Volkswagen employs nearly 700,000 people worldwide, which means any significant changes to its business will have ripple effects on several national economies and many individual workers. Oliver Blume, the CEO of Volkswagen Group, kicked off talk of factory closures when he said recently, “The European automotive industry is in a very demanding and serious situation. The economic environment became even tougher, and new competitors are entering the European market. In addition, Germany in particular as a manufacturing location is falling further behind in terms of competitiveness. In this environment, we as a company must now act decisively.”

The Guardian reports that Volkswagen may also cancel its plans for a compact electric SUV that was meant to secure production at the company’s main factory in Wolfsburg from 2026 onward, and the Trinity models planned for production in Zwickau. Thomas Schäfer, the chief executive of the Volkswagen brand, said “Plant closures at vehicle production and component sites can no longer be ruled out.”

Volkswagen Confronts Its Unions

Unions are a powerful force in the German economy, Daniela Cavallo, the head of the works council at Volkswagen, said it would mount “fierce resistance” to the proposed closures and accused the company’s board of directors of failing in its duty to manage the company effectively. “With us, there will be no site closures,” she said. “Instead of making one sided savings at the expense of the workforce, we now need a strategic boost for the actual weaknesses: product, complexity, processes, synergies. That is the plan we need. What is ultimately at stake is the future viability of industry in this country and a corresponding knock-on effect. We will not allow VW to sell out Germany as a business location.”

Carvallo said in an interview on Volkswagen’s intranet that its management had made “many wrong decisions” in recent years, including not investing in hybrids or being faster at developing affordable battery-electric cars. Instead of plant closures, the board of directors should be focused on reducing complexity and taking advantage of synergies across the entire Volkswagen group, Cavallo claimed.

Thorsten Gröger, a lead negotiator for the IG Metall union at Volkswagen, said it was an “irresponsible plan that shakes the foundations of Volkswagen and poses a massive threat to jobs and sites. This course is not only shortsighted, but highly dangerous. It risks destroying the heart of Volkswagen.” He promised the union would fight vigorously to protect the jobs of its members.
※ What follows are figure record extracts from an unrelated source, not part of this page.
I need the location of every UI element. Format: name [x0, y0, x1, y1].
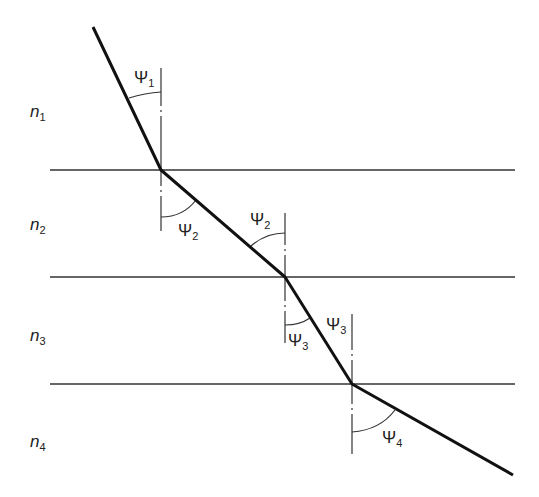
label-n2: n2: [30, 215, 46, 236]
label-psi1: Ψ1: [134, 68, 154, 89]
label-n4: n4: [30, 432, 46, 453]
normals: [161, 68, 352, 454]
arc-psi2-lower: [161, 200, 196, 217]
angle-labels: Ψ1 Ψ2 Ψ2 Ψ3 Ψ3 Ψ4: [134, 68, 402, 449]
arc-psi2-upper: [250, 233, 285, 247]
label-psi3-lower: Ψ3: [288, 331, 308, 352]
medium-labels: n1 n2 n3 n4: [30, 102, 46, 453]
angle-arcs: [129, 92, 395, 432]
label-n1: n1: [30, 102, 46, 123]
arc-psi1: [129, 92, 161, 98]
label-n3: n3: [30, 326, 46, 347]
refraction-diagram: n1 n2 n3 n4 Ψ1 Ψ2 Ψ2 Ψ3 Ψ3 Ψ4: [0, 0, 539, 497]
label-psi2-upper: Ψ2: [250, 210, 270, 231]
interfaces: [50, 170, 515, 384]
label-psi2-lower: Ψ2: [178, 221, 198, 242]
light-ray: [93, 27, 513, 475]
label-psi4: Ψ4: [382, 428, 402, 449]
arc-psi3-lower: [285, 318, 310, 325]
diagram-svg: n1 n2 n3 n4 Ψ1 Ψ2 Ψ2 Ψ3 Ψ3 Ψ4: [0, 0, 539, 497]
label-psi3-upper: Ψ3: [326, 315, 346, 336]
Political Considerations For Volkswagen & Germany

Reuters says the new Volkswagen plans are the latest blow to German Chancellor Olaf Scholz, whose three-way coalition government was slammed in regional votes on Sunday that saw the far right Alternative for Germany party top the poll in one state and come second in Saxony. Carsten Brzeski, global head of macro at ING Research, said the decision highlighted the consequences of years of economic stagnation and structural change without growth. “If such an industrial heavyweight has to close factories, it may be the long overdue wake-up call that (Germany’s) economic policy measures need to be stepped up considerably.”

After years of ignoring overcapacity and slumping competitiveness, the announcement by Volkswagen is likely to kick off a broader reckoning in the industry, Bloomberg says. “VW is recognizing just how serious the situation is,” said Harald Hendrikse, an auto analyst with Citigroup. “We’re living in a difficult geopolitical world, and Europe has not won that battle.”

With car sales still nearly a fifth lower than pre-pandemic levels in Europe, manufacturers including VW, Stellantis NV, and Renault SA were operating more than 30 factories at levels analysts consider unprofitable, according to data from Just Auto. That includes Volkswagen’s sprawling home factory in Wolfsburg, the largest automobile assembly plant in Europe. The continent is uniquely exposed to the twilight of the combustion era. The massive investments required to compete in electric cars, the loss of cheap Russian energy, and dwindling prospects in China mean those days are coming to an end.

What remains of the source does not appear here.